Saturday, March 21, 2009


Using the express train to Guangzhou (a.k.a. Canton) is easy. Bags are x-rayed, visa are checked, and exit and entry cards are needed, but everything is much faster than the same procedures in Macau. At the station, the candy store sells palm-sized chocolate coins, but only ancient Chinese motifs and Dutch 2-Euro coins. The train is roomy and comfortable; the car attendant stands to attention as we board. The very slowly scrolling LED display in the car shows instructions for sneezing properly.

I am staying at the Elan hotel. Trendy, modern, clean, and bright, much better than the hotel in Hong Kong. Oddly, they want a deposit of 350 Yuan...

In Guangzhou, there is much less English. Street signs and the metro show English, but there was a lengthy notice in the train station in which the only English word was "notice" at the top (very helpful guys), and the long-distance bus terminal where I bought my ticket to Yangshuo for the next day had no English signage whatever and the ticket agents didn't speak english either. I got my ticket by pattern-matching the Chinese characters, and pronouncing "Yangshuo" until there was rapport. No problem.

Large sections of Guangzhou are ugly concrete and chipped paint and glass towers separated by a maelstrom of traffic and endless asphalt. So I went to Yuexio Park close to the hotel; the park is very large and contains hills, ponds, lots of banyan trees, a waterfall, flowers, and a few shrines. Very relaxing. I then took the underground to Shamian, a small island just beyond a tangle of freeways and highrise construction. Shamian is a quiet refuge of colonial charm, with lots of trees and a narrow park down the central avenue. Finally I walked for a few hours in the western part of Guangzhou, which is still untouched by rampant modernization and has shady tree-lined streets, old buildings, and traditional shops open to the street with people working.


PROBLEM STATEMENT. The answer consists of the lines from the line holding "Guide me to *clothing*." through the last line of the entries, retyped exactly, and nothing else. No pictures belong in it.
· · · · ·
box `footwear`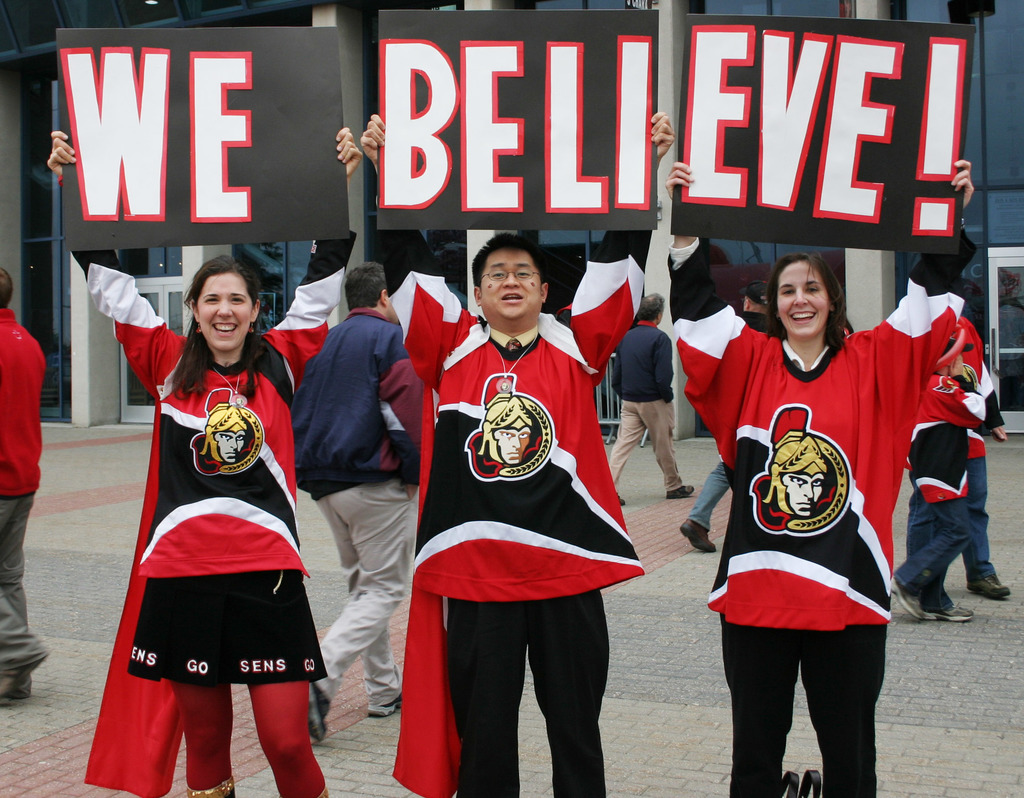
bbox=[616, 494, 627, 506]
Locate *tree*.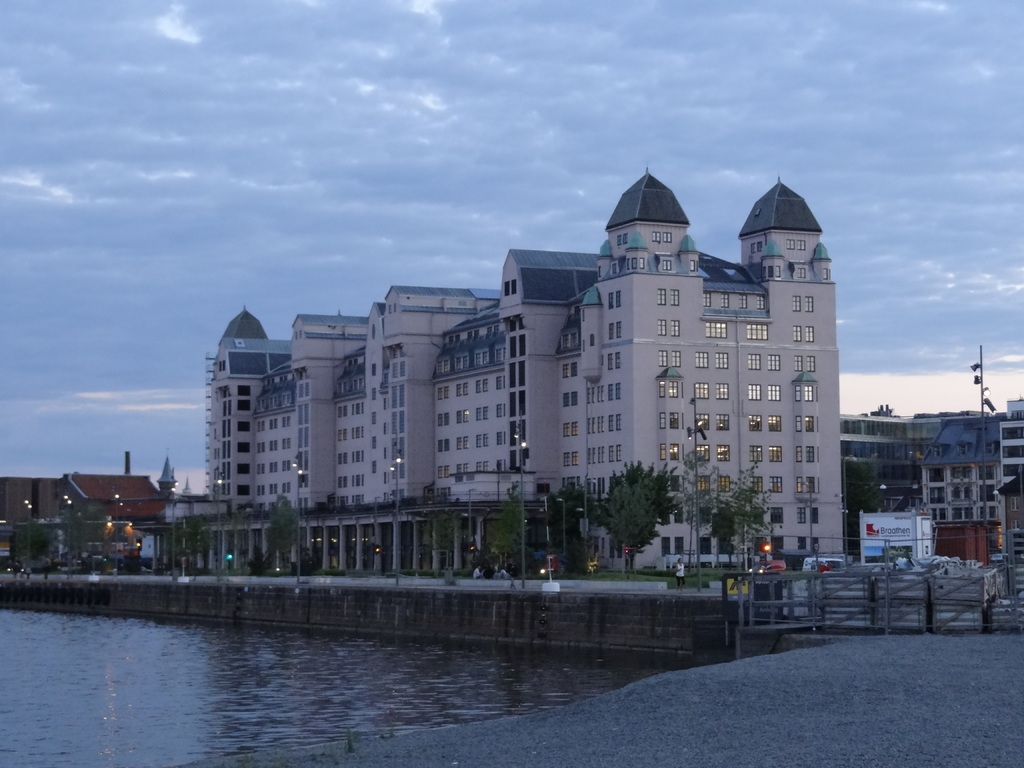
Bounding box: (left=172, top=514, right=214, bottom=581).
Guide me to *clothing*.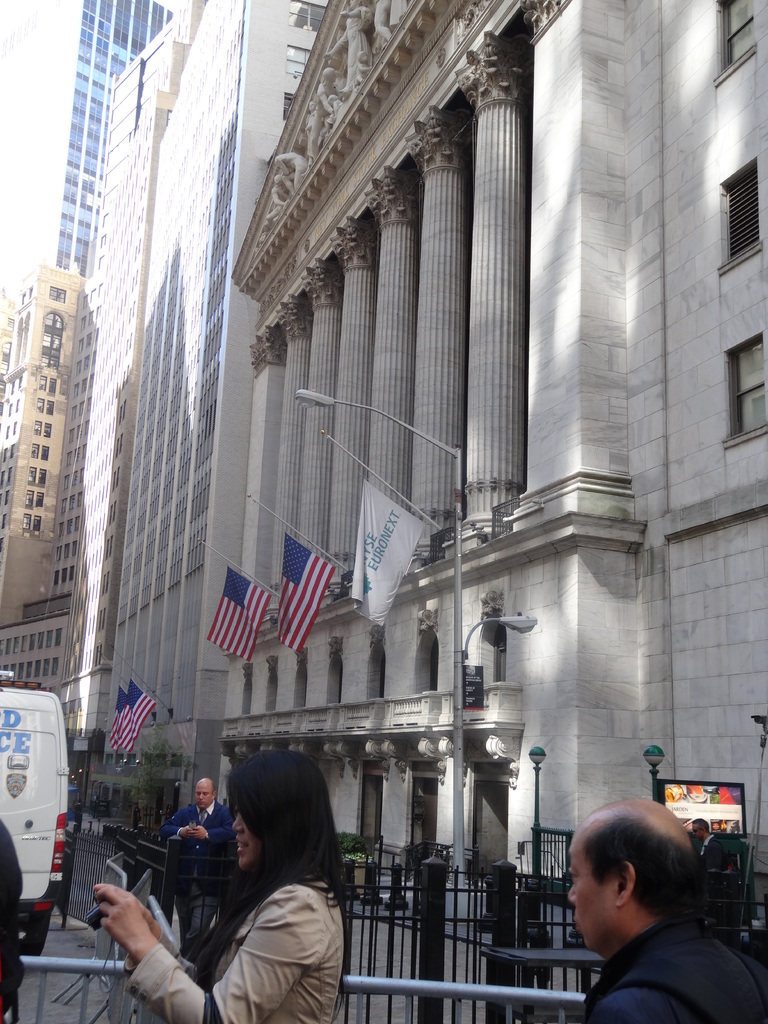
Guidance: box(157, 801, 232, 923).
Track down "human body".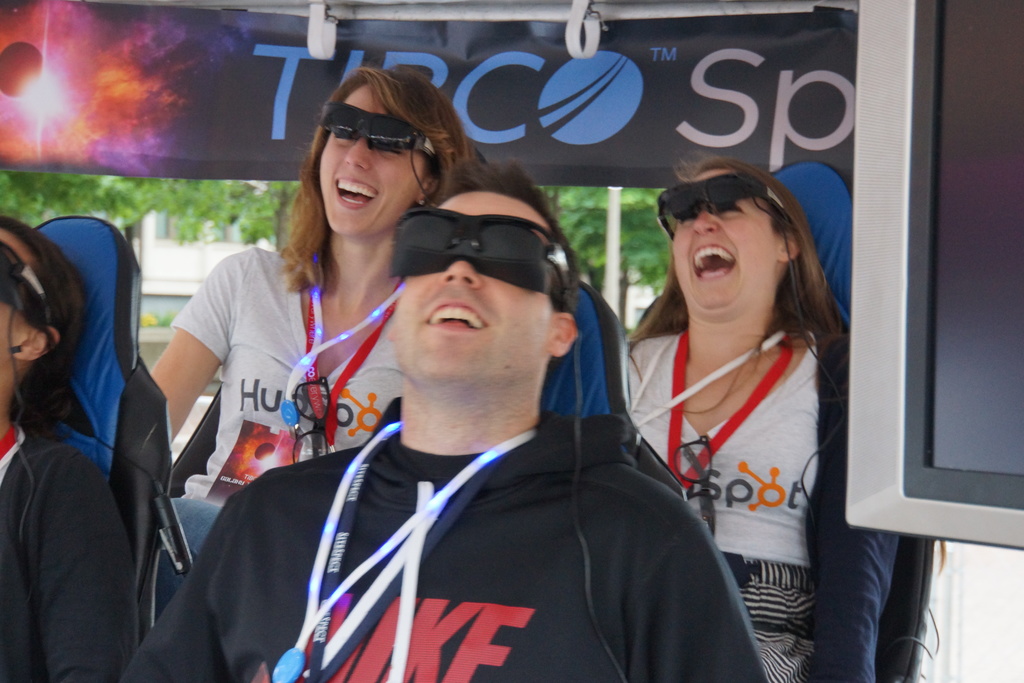
Tracked to 141,161,769,682.
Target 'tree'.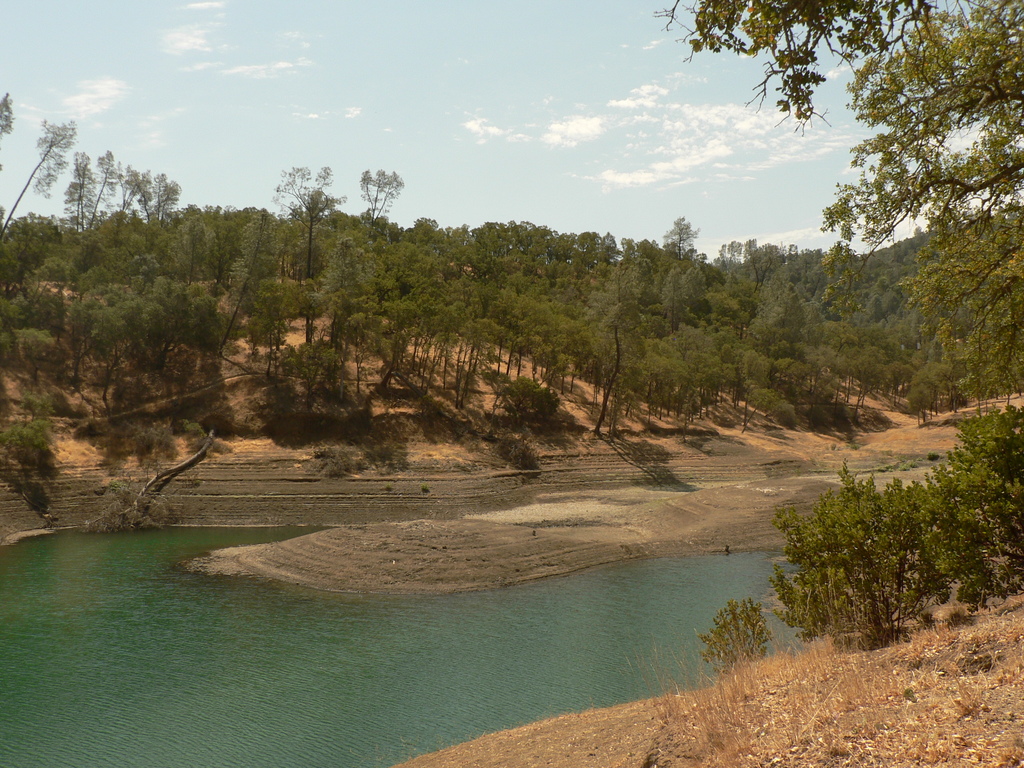
Target region: locate(271, 164, 348, 283).
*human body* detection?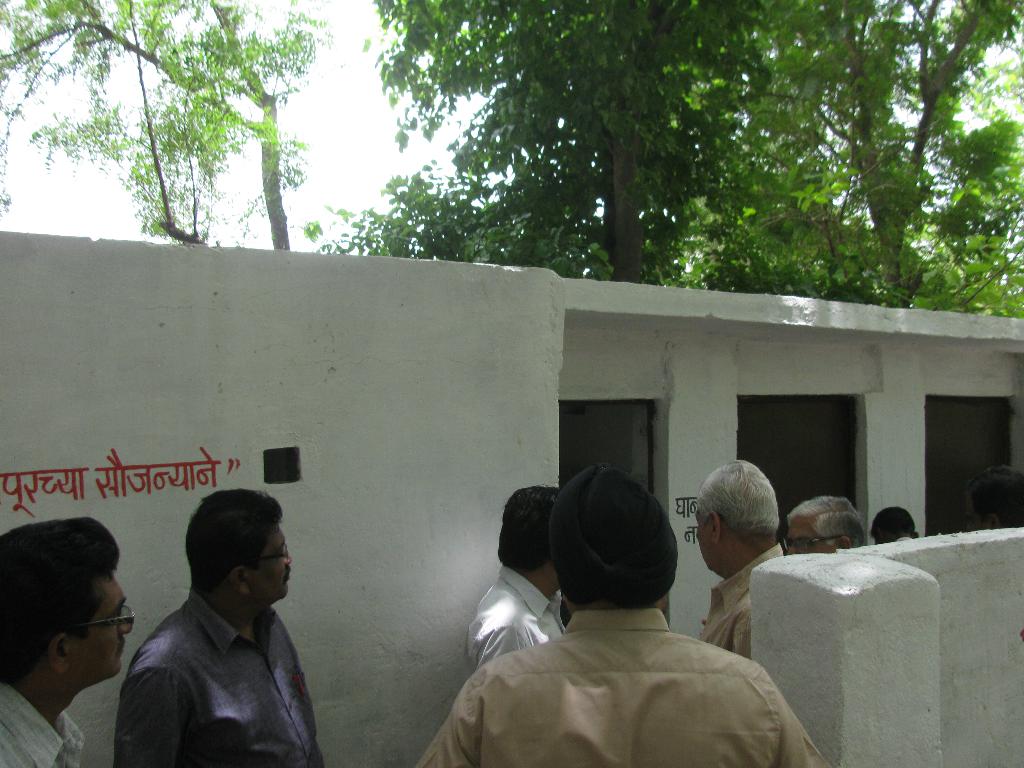
l=461, t=486, r=564, b=671
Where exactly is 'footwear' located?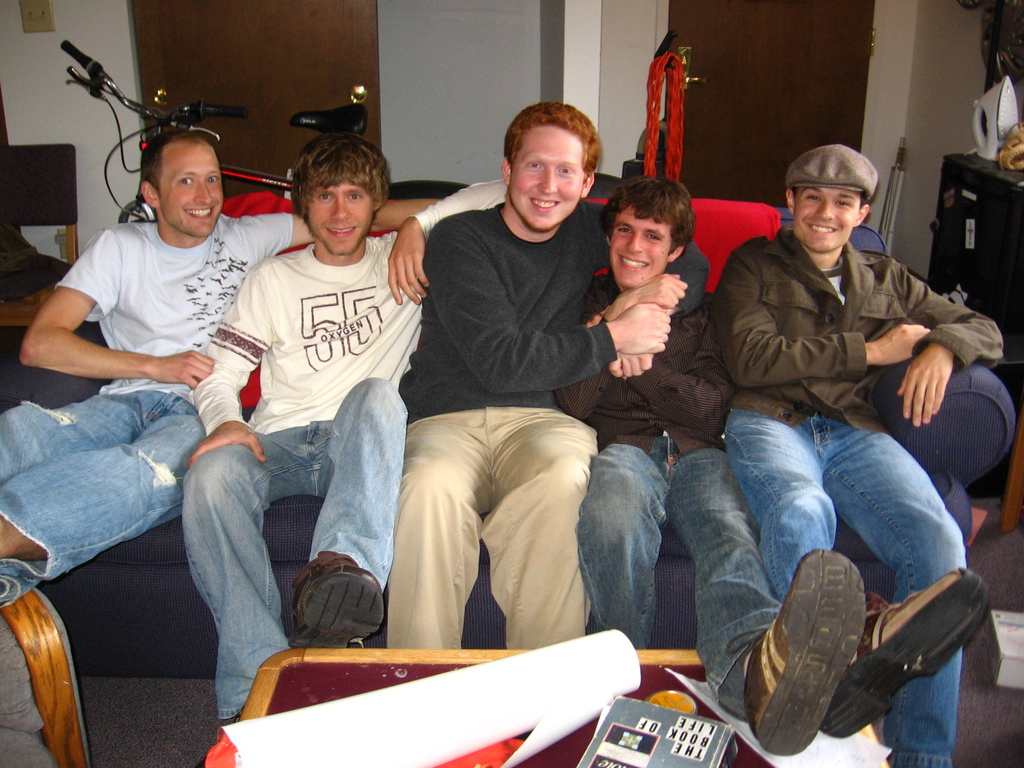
· · · · ·
RESULT OF THIS EXERCISE.
Guide me to *clothing*.
Guidance: box(157, 801, 232, 923).
Track down "human body".
Tracked to 141,161,769,682.
Target 'tree'.
Target region: locate(271, 164, 348, 283).
*human body* detection?
l=461, t=486, r=564, b=671
Where exactly is 'footwear' located?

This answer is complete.